2007-02-01

sovay: (Lord Peter Wimsey)
"Follow Me Home" is now online at Lone Star Stories.

This is a strange poem for me to read over. It was written in mid-November, when [livejournal.com profile] hans_the_bold was staying with me; so far as I can tell, its initial image descended from a dream I'd had in the last week of October (From the next night, all I can remember is a man hanged on barbed wire against the sunset, in the midst of incredible carnage, with King Haggard's unsurprised smile), but I don't know how it transformed from a slightly futuristic battlefield to the trenches of the First World War. The whole week after I'd finished the piece, I read solidly through Wilfred Owen, David Jones, Robert Graves, Siegfried Sassoon. As an exorcism, it didn't work.
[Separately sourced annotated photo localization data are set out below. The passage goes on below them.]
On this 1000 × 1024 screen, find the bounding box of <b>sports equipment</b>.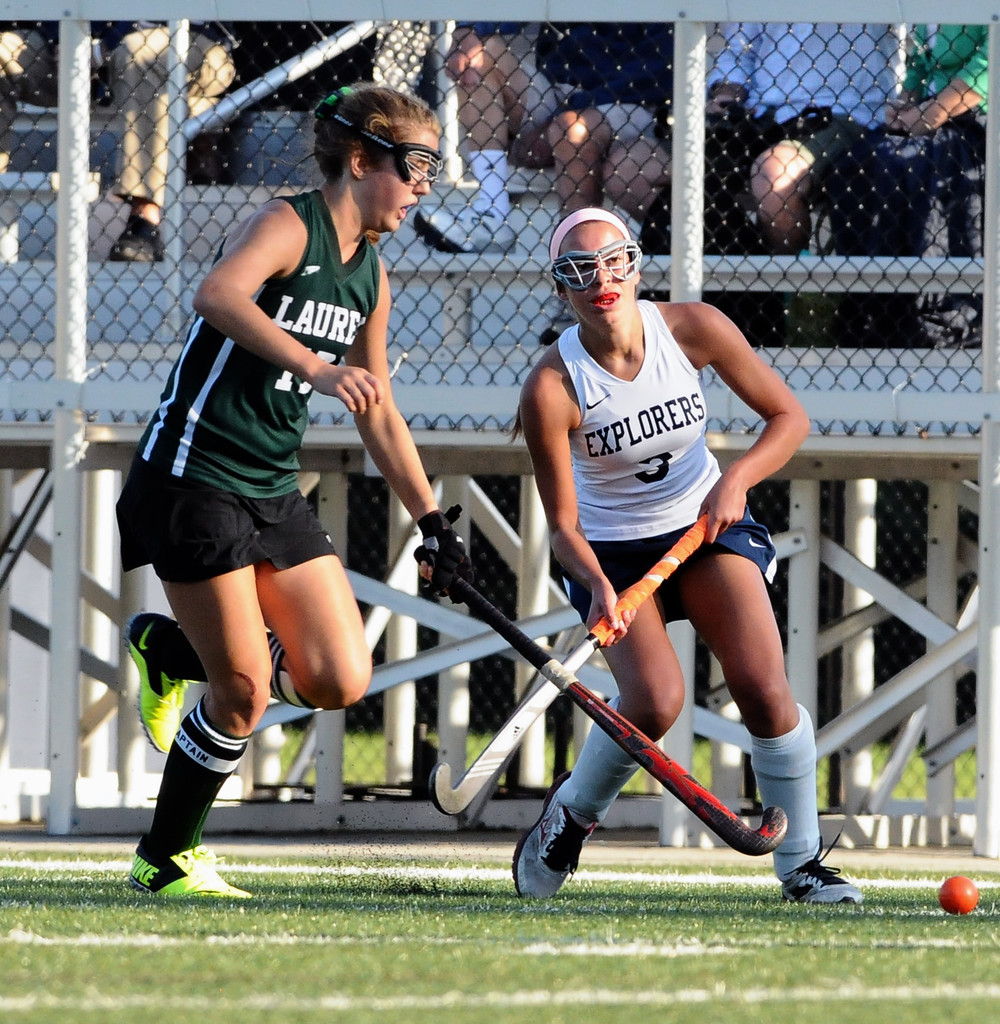
Bounding box: (930,873,982,920).
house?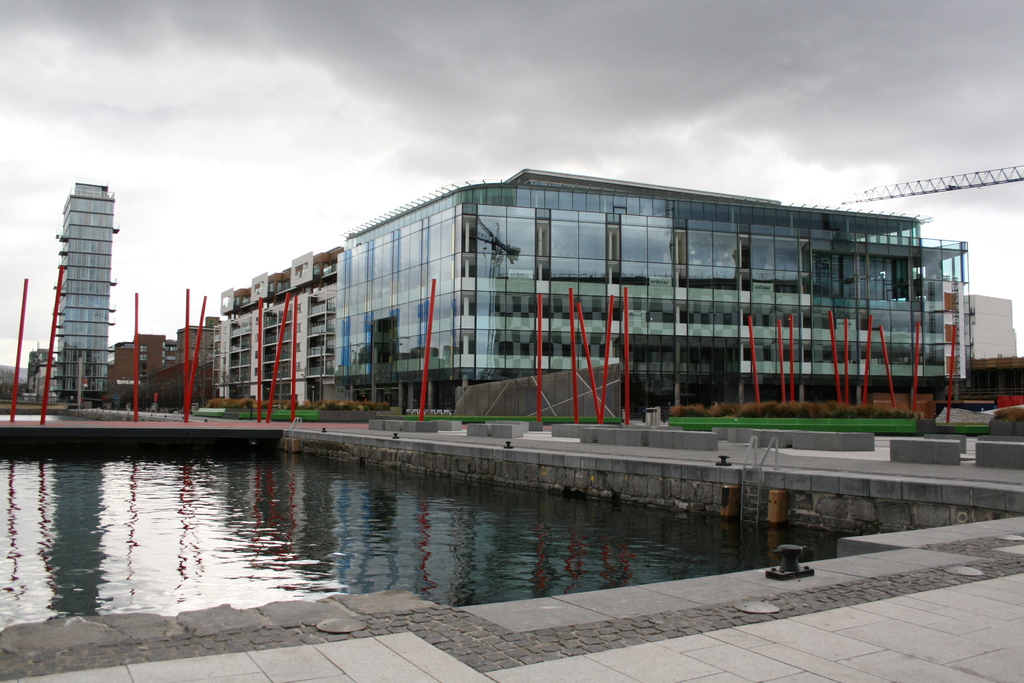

(My brother's best friend returned this summer from Iraq. At barely twenty-one, he's a veteran with decorations and scars and he doesn't sleep well at night. For Christmas, I gave him the complete poems of Wilfred Owen, and he already knew "Dulce Et Decorum Est." His commanding officer in country had kept a copy tacked up beside his bed.)

The song that accompanies the poem, although it's the wrong war, is Carol Noonan's "Medal of Mine." I played it looking for a title and then it wouldn't leave my head. Who'll tell his mother where her boy died? )

I hope I did somebody justice with this one.
sovay: (Rotwang)
Gian Carlo Menotti has died.

He wrote some of the strangest and eeriest music I have ever heard or sung. Steal me, sweet thief, for time's flight is stealing my youth. Yes, I know a child the color of earth, the color of thorn. If you're not shy, pin up my hair with your star and buckle my shoe. Horizons! Horizons! There's no guard to kiss or kill. Death's frontiers are free. "The Black Swan" was my standard audition aria for years, a murder ballad with a drowned lover and a bloodied sun and a sleepless, weed-mouthed ghost. Its source opera, The Medium (1946), is a shivery film noir in which the boundaries between childish pantomime and bereaved, believing grief and a charlatan's drunken delusions all blur together into the brush of a cold hand in the dark; The Consul (1950) is a Kafkaesque fever dream of a bureacracy, where a husband can disappear into a paper trail without a trace and the same hopeless figures have inhabited the waiting room for years and even a magician can produce anything out of his pockets—doves, cards, flowers—but the papers he needs to escape. The Old Maid and the Thief (1941) is a self-described "grotesque opera," in which rich old women and ambitious young ones project onto an unassuming traveler every guise from a dashing convict to a kept lover to a stand-in for Death, and Amahl and the Night Visitors (1951) is a miracle play, the night the Three Magi stopped by the home of a lame beggar-child and his mother, following their star toward the east. These aren't even all Menotti's operas, only the ones I know best: and there will be no more. But I am glad of them.

Choose your partner! The dance is on!